Is Diablo diminished by such a reduction? Hardly. You can pick a path through any of the game's locations in adventure mode, facing unlikely arrangements of assets and monsters as you complete bounty missions and level your way to Nephalem Rifts. It's the Blizzard ARPG at its relentless best. Those Rifts bring out the really big guns and the really big rewards, and even in a game as jumbled as this, they can be disconcertingly random in their borrowings. (PlayStation players get a Last of Us-themed Nephalem Rift with Ultimate Evil edition, incidentally, filled with clickers and bloaters and stalkers. I thought I'd stumbled on it yesterday afternoon, but it turned out to be a bunch of boring old Heralds of Pestilence. I will keep looking.)
Beyond all of this there are, inevitably, a handful of tricks specific to the Ultimate Evil edition. Nemeses are joined by another neat piece of viral generosity, for example, which sees some of the legendaries you vacuum up sending out class-specific presents for your chums. That, in turn, is joined by a mailbox system waiting in every town, through which you can post your friends other bits of loot, too. Animal Crossing comes to Sanctuary; Mr Resetti has risen from the dead, and he's learned a vicious new spin attack. PlayStation players also get an additional themed treat in the form of Shadow of the Colossus armour, but none of this IP-checking breaks the logic of a design that's already abandoned logic anyway. What's a little harmless intertextual fun in a game that for years has been happy to let you shoot ghosts to death with a crossbow?

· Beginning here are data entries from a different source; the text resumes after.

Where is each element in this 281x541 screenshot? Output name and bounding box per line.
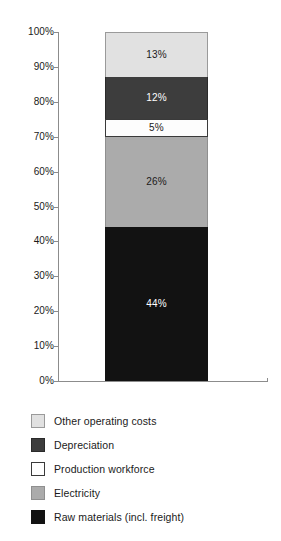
bar-segment-other-operating-costs: 13%	[105, 32, 208, 77]
stacked-bar: 13% 12% 5% 26% 44%	[105, 32, 208, 381]
bar-segment-value: 13%	[146, 50, 167, 60]
legend-swatch-icon	[31, 462, 45, 476]
legend-swatch-icon	[31, 438, 45, 452]
legend-item-label: Electricity	[54, 488, 100, 499]
y-tick-mark	[54, 381, 59, 382]
y-tick-label: 30%	[20, 271, 54, 281]
y-tick-label: 70%	[20, 132, 54, 142]
bar-segment-value: 5%	[149, 123, 164, 133]
y-tick-label: 80%	[20, 97, 54, 107]
y-tick-label: 20%	[20, 306, 54, 316]
y-tick-label: 50%	[20, 202, 54, 212]
x-axis-line	[58, 381, 268, 382]
bar-segment-value: 26%	[146, 177, 167, 187]
y-tick-mark	[54, 137, 59, 138]
y-tick-label: 90%	[20, 62, 54, 72]
y-tick-label: 0%	[20, 376, 54, 386]
y-tick-mark	[54, 102, 59, 103]
legend-swatch-icon	[31, 510, 45, 524]
y-tick-label: 10%	[20, 341, 54, 351]
y-tick-label: 60%	[20, 167, 54, 177]
legend-item-depreciation: Depreciation	[31, 433, 271, 457]
legend-item-label: Depreciation	[54, 440, 114, 451]
y-tick-mark	[54, 241, 59, 242]
bar-segment-production-workforce: 5%	[105, 119, 208, 136]
y-tick-label: 40%	[20, 236, 54, 246]
y-tick-mark	[54, 311, 59, 312]
y-tick-mark	[54, 32, 59, 33]
legend-item-label: Production workforce	[54, 464, 155, 475]
legend-item-raw-materials: Raw materials (incl. freight)	[31, 505, 271, 529]
chart-legend: Other operating costs Depreciation Produ…	[31, 409, 271, 529]
y-tick-label: 100%	[20, 27, 54, 37]
legend-swatch-icon	[31, 486, 45, 500]
legend-item-electricity: Electricity	[31, 481, 271, 505]
bar-segment-value: 44%	[146, 299, 167, 309]
legend-item-production-workforce: Production workforce	[31, 457, 271, 481]
legend-swatch-icon	[31, 414, 45, 428]
legend-item-label: Other operating costs	[54, 416, 157, 427]
legend-item-other-operating-costs: Other operating costs	[31, 409, 271, 433]
x-axis-endcap	[267, 378, 268, 382]
y-tick-mark	[54, 207, 59, 208]
bar-segment-value: 12%	[146, 93, 167, 103]
legend-item-label: Raw materials (incl. freight)	[54, 512, 184, 523]
bar-segment-raw-materials: 44%	[105, 227, 208, 381]
y-tick-mark	[54, 172, 59, 173]
stacked-bar-chart: 100% 90% 80% 70% 60% 50% 40% 30%	[0, 0, 281, 400]
bar-segment-depreciation: 12%	[105, 77, 208, 119]
y-tick-mark	[54, 276, 59, 277]
bar-segment-electricity: 26%	[105, 137, 208, 228]
y-tick-mark	[54, 346, 59, 347]
y-tick-mark	[54, 67, 59, 68]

Finally, there's Apprentice Mode, which allows lower-level characters to be boosted temporarily into the realms of usefulness when playing alongside more powerful friends in multiplayer. Joining up with Tom Morgan online, his level 14 and my level 27 were able to work pretty harmoniously. When Bertie Purchese jumped in locally with a brand new character, however, he had a rougher time of it as he worked his way up from the very beginning.
Is that all? I'm not entirely sure. Coming from tens of hours spent in the PC version, I suspect rarity is much more common here - an odd sentence to type, perhaps, but a pleasure to behold all the same. I had a legendary drop in the first half-hour, for example - a Monster Hunter sword, its blade gluey with blood. I had three more legendary items well before the end of the second act, and eight by the time I was ready to start Reaper. Have the loot tables received an additional tweaking? Time will tell. We haven't seen the end of the meddling anyway, as Ultimate Evil, at least on current-gen consoles, will be receiving regular patches.
Speaking of patches, beyond everything else, Ultimate Evil feels like a good place to stand back and see what Diablo 3 actually looks like now, with the auction house dead and the first expansion bedded in. There has been time, hopefully, for players to set aside the game they wanted Diablo 3 to be and understand the game that it is.
And that game? It's a gaudy labyrinth, rammed with horrible foes and capable of drawing in the most casual adventurers before turning them into committed min-maxers. You know the sort? Forever fretting over paragon points, pursuing improbable armour sets and ceaselessly fine-tuning their personal demi-gods until the skills and the runes reveal a model of their sweetest desires.